Dennis’s throat tightens. He doesn’t know quite how to react to that piece of information. On one hand, his mother was never outward in her negative feelings towards him. On the other, she was a shell of a woman, as he remembered, cowering behind the domineering figure of his father. She sat in the shadow of him at the pulpit, eyes lowered as he preached words that further bound her to that pew in the front row. Words that ripped Dennis’s soul in two like communion wafers every Sunday morning.

Henry continues. “You need to come home. It’s any day now.”

The word ‘home’ leaves a bitter taste in Dennis’ mouth. That house hasn’t been home in a very long time. Maybe it never was home. But Dennis can’t leave his dying mother in the hands of those who believe that medical care is against the will of God. If he’s there, he could at least do some good. And isn’t that all he craves? To be good?

After a long pause, Dennis replies. “Okay. I’ll be there soon. Thursday, probably.”

“Yeah. Alright then. It’s good to talk to you, brother. It’s been-”

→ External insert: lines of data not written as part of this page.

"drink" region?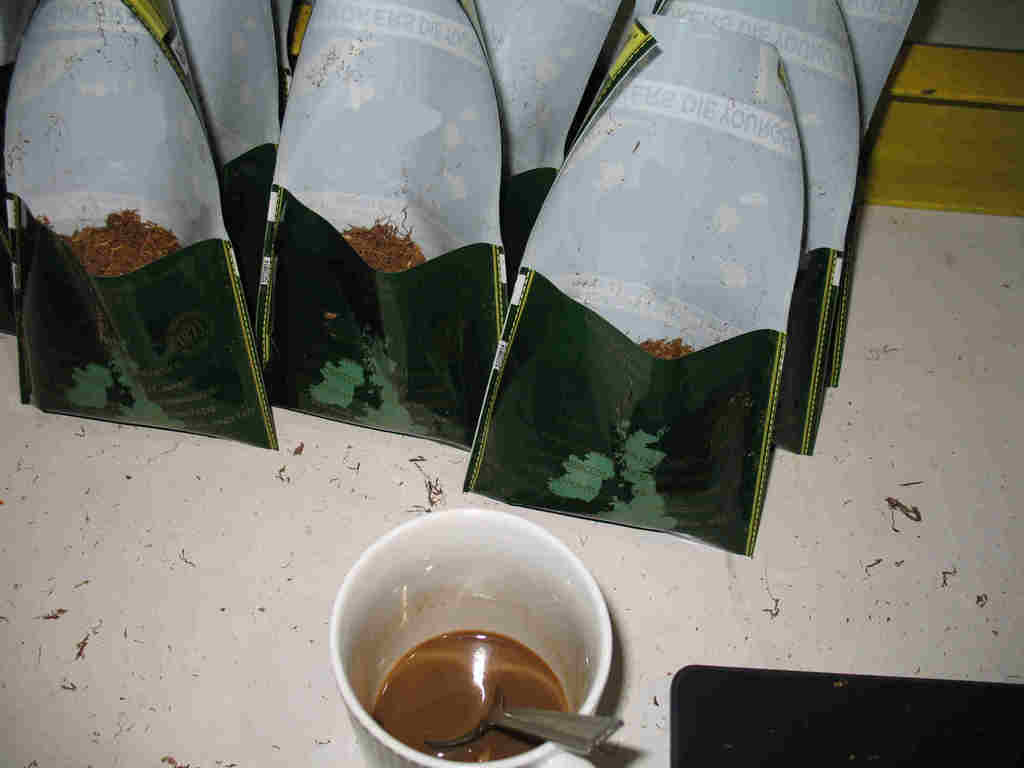
<box>371,632,568,762</box>
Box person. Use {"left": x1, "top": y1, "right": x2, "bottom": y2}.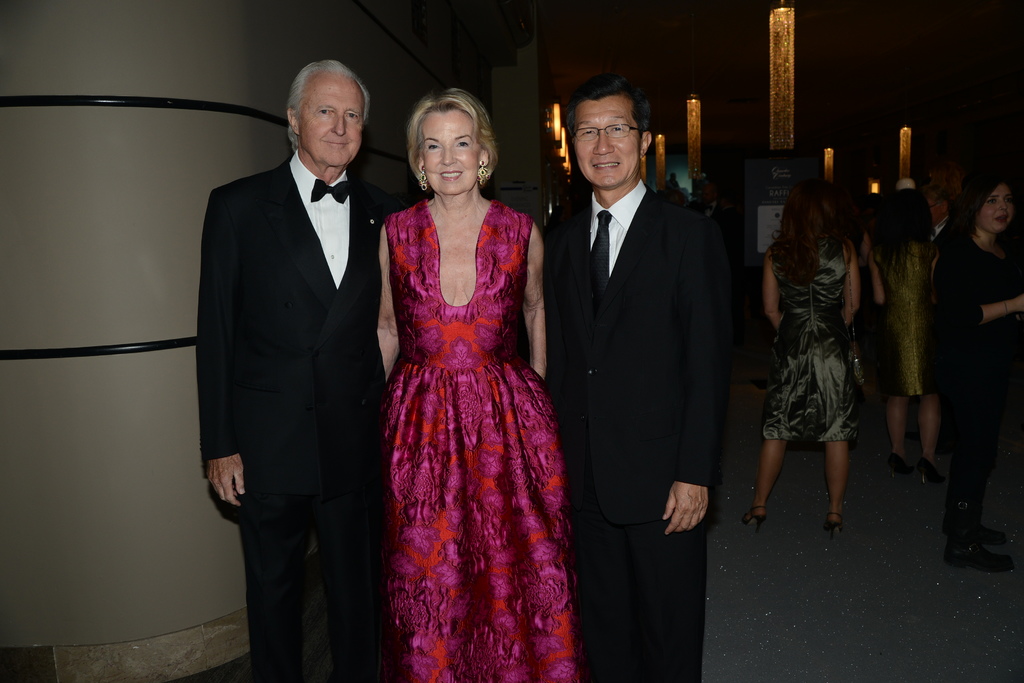
{"left": 933, "top": 168, "right": 1023, "bottom": 574}.
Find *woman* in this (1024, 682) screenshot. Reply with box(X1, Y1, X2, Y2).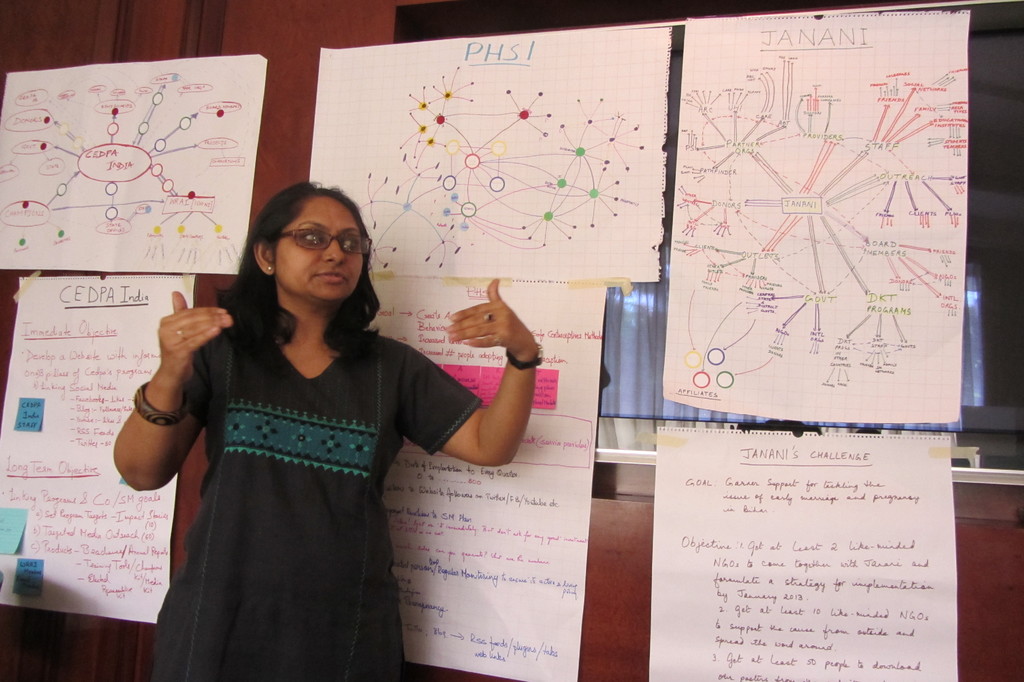
box(123, 185, 514, 661).
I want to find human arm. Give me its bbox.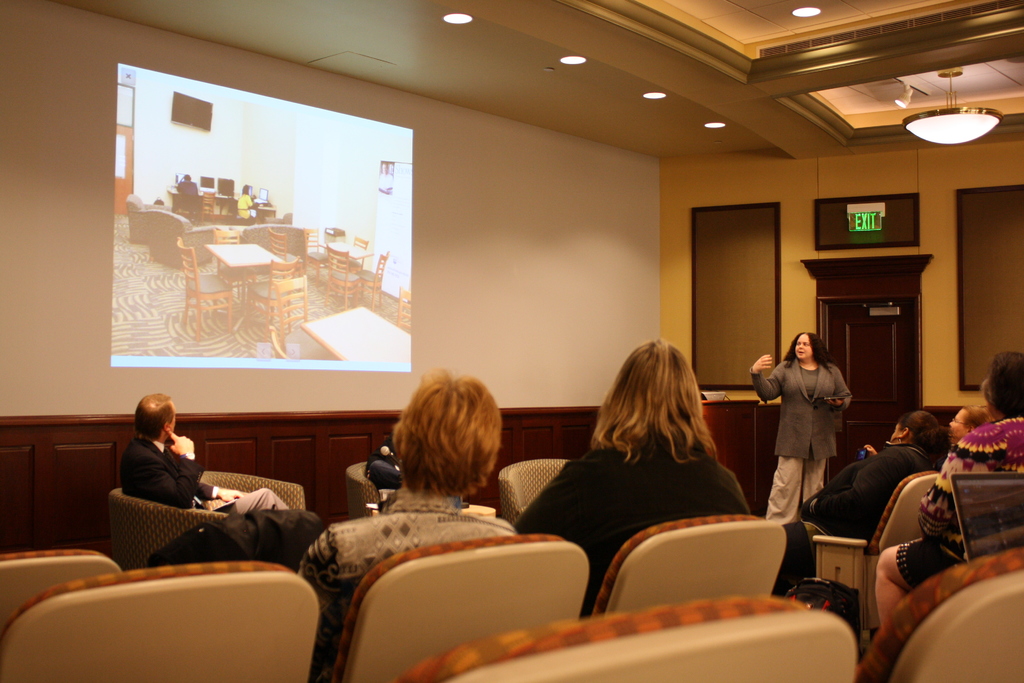
(834, 367, 855, 407).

Dennis hangs up the call. He doesn’t want to hear any more of his brother’s awkward, patronising bullshit. Thirteen years. He was a different man now, one who only thought about Nebraska when it got dark. He fiddles with his cross necklace, tracing the smooth silver metal with his fingers, feeling each practiced movement. He holds onto it until he slowly falls asleep, taking comfort in the sharp corners. Father, Son, and Holy Ghost.

Notes:

The patient with the marshmallow to the eye is a real story that happened to me last summer - I got super lucky and only had minor burning and a minor corneal abrasion. Most annoying thing was I couldn't wear eyeliner for like three weeks. Anwayyy, this is my first fic on Ao3 so I hope y'all like it!!!!